Check the soft tissues for bruising, pain and tenderness.

Complete the neck examination by observing the neck veins for distension and palpating the trachea and checking the carotid pulse; note any deviation of the trachea or crepitus.


Back

Log roll the patient. Maintain in-line stabilisation throughout. Inspect the entire length of the back noting any bruising or lacerations.

Paediatric spinal injuries are often characterized by injury at multiple levels. Note any bruising over the back or abdomen (seatbelt) as these may help target subsequent spinal investigations.

Palpate the spine for any tenderness or steps between the vertebrae. 


Buttocks and perineum

Look for any soft-tissue injury such as bruising, bleeding or lacerations.

Rectal exam in rectal trauma should only be performed by the surgeon undertaking definitive care, not in the peripheral ED. Rectal exam is not indicated in any other scenario. 


Chest

Inspect the chest, observing movements (excursion/symmetry).

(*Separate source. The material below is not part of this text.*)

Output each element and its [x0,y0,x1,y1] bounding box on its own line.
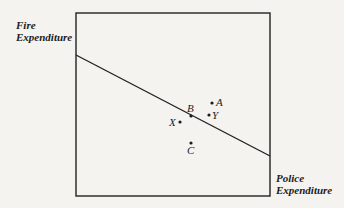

Look for any bruising, lacerations, penetrating injury or tenderness.

Palpate for tenderness or deformity of the clavicles, ribs and sternum. Note any surgical emphysema.

Auscultate and percuss the lung fields; note any abnormality or lack of breath sounds, wheezing or crepitation.

Auscultate the heart sounds (presence and quality), palpate the apex beat (strength and location).


Abdomen

Inspect the abdomen looking for distension, bruising, laceration or penetrating injury. Palpate for areas of tenderness, especially over the liver, spleen, kidneys and bladder. Auscultate the bowel sounds (absence, normalcy).

Note any abdominal distension on serial examinations.

Examine the pelvis. Gently palpate for any tenderness. Do not aggressively spring the pelvis. Any additional manipulation may exacerbate haemorrhage.17 Apply a binder if a pelvic fracture is suspected. If no pelvic binder is available or suitable for the size of the child, apply a sheet binder (see primary survey).


Genitalia

Inspect for soft-tissue injuries such as bruising or lacerations. Note any priapism that may indicate a spinal injury. Do not perform an internal exam.


Limbs

Look for spontaneous movement first (or on command.) Painful stimuli should only be used if no response to non-painful stimuli. Note any inequalities with limb response to stimulation and document these findings.

Inspect all the limbs and joints. Palpate for bony and soft-tissue tenderness and check joint movements, stability and muscular power. Note any bruising or lacerations and evidence of muscle, nerve or tendon damage. Look for any deformities, penetrating injuries or open fractures.

Consider splinting and elevation at this stage if injuries found in order to assist with pain control and to aid with circulation.

Look for any signs of compartment syndrome – i.e. loss of distal pulses, pale, cold limb etc.

Examine the sensory and motor function of any nerve roots or peripheral nerves that may have been injured. Instruct – “make a fist”, “make a star”, “hold a key”. A detailed sensory exam in a small child is challenging and may need to be repeated several times.